How 'The Truth vs. Alex Jones' brings up tragic American questions

Alex Jones, center, appears in a courtroom with his attorneys in a moment captured for the HBO documentary "The Truth vs. Alex Jones."
Alex Jones, center, appears in a courtroom with his attorneys in a moment captured for the HBO documentary "The Truth vs. Alex Jones."

It took no small amount of gumption for me to finally watch the new HBO documentary “The Truth vs. Alex Jones.”

I was expecting a hate-watch. You know, like people who consume cable news just because it feeds into existing anger about a topic and amplifies that emotion. Like a drug, something I try to avoid because there’s plenty to be angry about and I don’t need excuses.

But there’s something wholly necessary about this story and what it says, not only about conspiracy theorist broadcaster Alex Jones but also about his audience and the state of American culture. One should learn something if your blood pressure is going to rise so precipitously.

For those of you lucky enough not to know, Jones is an Austin, Texas-based web personality who runs InfoWars. His media domain peddles wild theories about the events of the day in between selling iodine droplets and dietary supplements.

Conspiracies have been around forever as the laziest way of connecting data points, as Nate Silver once put it. But there’s something soothing to particular brains that see patterns in a world that doesn’t make sense and feels out of control. Perhaps there is some plan hatched by nefarious people of wealth and fortune who, in fact, are behind all the chaos. Maybe those forces are the reason one has not met their potential and been held down their entire lives, the brain thinks.

Yes, there must be someone else to blame. Oh and I had better buy this prepper kit for only $39.99 plus shipping while I am at it.

Jones has amplified his messaging at a rate to where millions of people believe what he says and hang on every word. So when a lone gunman walked into Sandy Hook Elementary School in December 2012 and killed 26 people, Jones saw an opportunity where others saw a tragedy.

He called the incident a “false flag” and said it was “made up” by whomever wanted to come in and take your guns. Before this film, I knew few details of the actual brutality that happened in that school on that day. Documentarian Dan Reed lays it out in cold, clinical detail, making it impossible to forget.

Almost immediately, Jones and his circus of freaks began to suggest the grieving parents were faking it. Actors employed as part of the gun-grabbing scheme. The children are still alive.

InfoWars spends the next several years hounding these parents and members of the community, accusing them of plotting. If I hated Jones already for exploiting the weak minds of his audience, I was cursing him to hell as the film spooled along.

Several parents, tired of being pelted with threats while they attempt to mourn the death of their children in the worst way possible, take the matter to court. Defamation and intentional infliction of emotional distress are their claims. Jones and his legal team are so dishonest in the discovery process a default judgment is entered against them. Which leaves the jury only to consider monetary damages.

While the film has to go into great detail about Jones’ history and Sandy Hook, you can forgive it for skimping on some details of how all of this works legally.

The families confront Jones in court, and he is as bombastic and confounding as you can imagine. Watching the judges and lawyers tear into him is satisfying. But even with the massive judgments against him, the families still must reconcile with their lost children. Not to mention the awards remain uncollected, and Jones is allowed to continue beaming out to the world while people order from his online store.

Which, philosophically, is the most interesting thing about “The Truth vs. Alex Jones.” At one point during the trial, a lawyer puts up a statistic that 24 percent of Americans believe Sandy Hook was a hoax. As two juries indirectly determined, Jones was liable for this assertion. But think about what this says about our country and how the Internet is able to manipulate so many people into believing a lie.

It is as though one in four of us want to believe in some sort of alternate reality. Where we want to believe there is no solution such as reasonable gun control, but rather a shadowy cabal who creates the illusion of mass murder in order to take your guns away.

Has our country always been like this — and has increased access to information made us aware of people who will believe anything, the more outrageous the better? Or has this increased information led to the infiltration of so much disinformation that many people cannot tell the difference and are simply persuaded by someone compelling? Maybe these people don’t want to know the difference?

These are questions I think about a lot, and they are well-illustrated by “The Truth vs. Alex Jones." Perhaps it was not anger I ended up feeling, but depression for a society that not only tolerates people like Jones but believes them. As much as you might dread it, the film is urgent viewing.

James Owen is the Tribune’s film columnist. In real life, he is a lawyer and executive director of energy policy group Renew Missouri. A graduate of Drury University and the University of Kansas, he created Filmsnobs.com, where he co-hosts a podcast. He enjoyed an extended stint as an on-air film critic for KY3, the NBC affiliate in Springfield, and now regularly guests on Columbia radio station KFRU.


WHAT YOU NEED TO DO:
From the listing below, extract each entry exactly as written, minus the images.

DATASET RECORDS:

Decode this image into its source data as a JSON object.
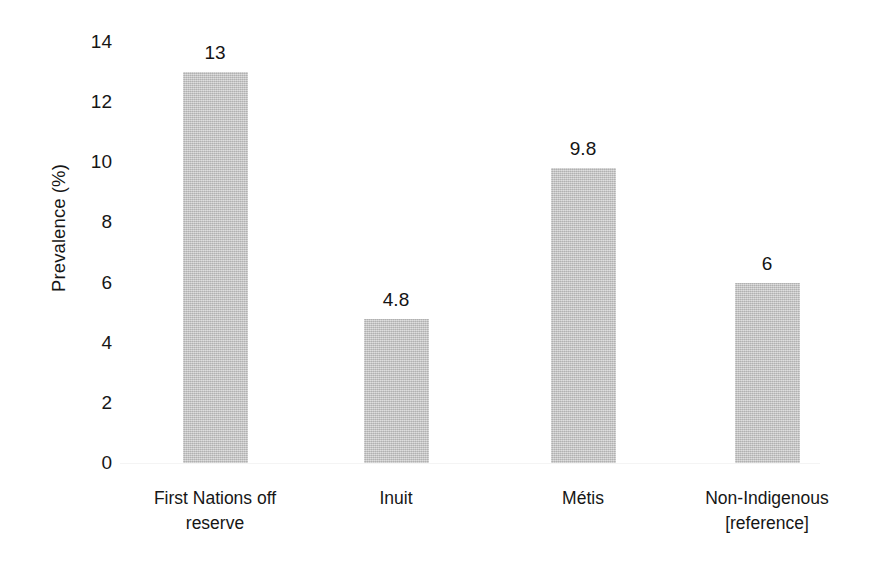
{
  "chart_data": {
    "type": "bar",
    "title": "",
    "subtitle": "",
    "xlabel": "",
    "ylabel": "Prevalence (%)",
    "categories": [
      "First Nations off\nreserve",
      "Inuit",
      "Métis",
      "Non-Indigenous\n[reference]"
    ],
    "values": [
      13,
      4.8,
      9.8,
      6
    ],
    "value_labels": [
      "13",
      "4.8",
      "9.8",
      "6"
    ],
    "ylim": [
      0,
      14
    ],
    "yticks": [
      0,
      2,
      4,
      6,
      8,
      10,
      12,
      14
    ],
    "ytick_labels": [
      "0",
      "2",
      "4",
      "6",
      "8",
      "10",
      "12",
      "14"
    ],
    "grid": false,
    "legend": false,
    "legend_position": "none",
    "bar_color": "#c3c3c3",
    "text_color": "#161616",
    "background_color": "#ffffff"
  },
  "figure": {
    "y_axis_title": "Prevalence (%)"
  }
}
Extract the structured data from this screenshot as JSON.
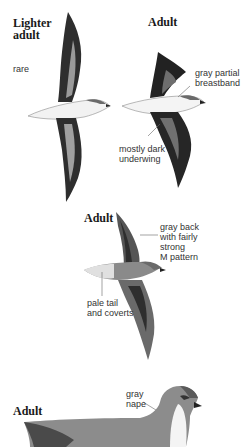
{
  "plate": {
    "figures": [
      {
        "id": "lighter-adult",
        "heading": "Lighter\nadult",
        "heading_line1": "Lighter",
        "heading_line2": "adult",
        "notes": [
          "rare"
        ]
      },
      {
        "id": "adult-underside",
        "heading": "Adult",
        "notes": [
          "gray partial\nbreastband",
          "mostly dark\nunderwing"
        ]
      },
      {
        "id": "adult-upperside",
        "heading": "Adult",
        "notes": [
          "gray back\nwith fairly\nstrong\nM pattern",
          "pale tail\nand coverts"
        ]
      },
      {
        "id": "adult-sitting",
        "heading": "Adult",
        "notes": [
          "gray\nnape"
        ]
      }
    ]
  },
  "colors": {
    "background": "#ffffff",
    "dark_wing": "#2a2a2a",
    "mid_gray": "#7a7a7a",
    "pale_gray": "#d8d8d8",
    "belly_white": "#f4f4f4",
    "text": "#333333"
  }
}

RESPONSE TO THE EXERCISE:
Decode this image into its source data as a JSON object.
{
  "chart_data": {
    "type": "bar",
    "title": "",
    "subtitle": "",
    "xlabel": "",
    "ylabel": "Prevalence (%)",
    "categories": [
      "First Nations off\nreserve",
      "Inuit",
      "Métis",
      "Non-Indigenous\n[reference]"
    ],
    "values": [
      13,
      4.8,
      9.8,
      6
    ],
    "value_labels": [
      "13",
      "4.8",
      "9.8",
      "6"
    ],
    "ylim": [
      0,
      14
    ],
    "yticks": [
      0,
      2,
      4,
      6,
      8,
      10,
      12,
      14
    ],
    "ytick_labels": [
      "0",
      "2",
      "4",
      "6",
      "8",
      "10",
      "12",
      "14"
    ],
    "grid": false,
    "legend": false,
    "legend_position": "none",
    "bar_color": "#c3c3c3",
    "text_color": "#161616",
    "background_color": "#ffffff"
  },
  "figure": {
    "y_axis_title": "Prevalence (%)"
  }
}
Extract the structured data from this screenshot as JSON.
{
  "plate": {
    "figures": [
      {
        "id": "lighter-adult",
        "heading": "Lighter\nadult",
        "heading_line1": "Lighter",
        "heading_line2": "adult",
        "notes": [
          "rare"
        ]
      },
      {
        "id": "adult-underside",
        "heading": "Adult",
        "notes": [
          "gray partial\nbreastband",
          "mostly dark\nunderwing"
        ]
      },
      {
        "id": "adult-upperside",
        "heading": "Adult",
        "notes": [
          "gray back\nwith fairly\nstrong\nM pattern",
          "pale tail\nand coverts"
        ]
      },
      {
        "id": "adult-sitting",
        "heading": "Adult",
        "notes": [
          "gray\nnape"
        ]
      }
    ]
  },
  "colors": {
    "background": "#ffffff",
    "dark_wing": "#2a2a2a",
    "mid_gray": "#7a7a7a",
    "pale_gray": "#d8d8d8",
    "belly_white": "#f4f4f4",
    "text": "#333333"
  }
}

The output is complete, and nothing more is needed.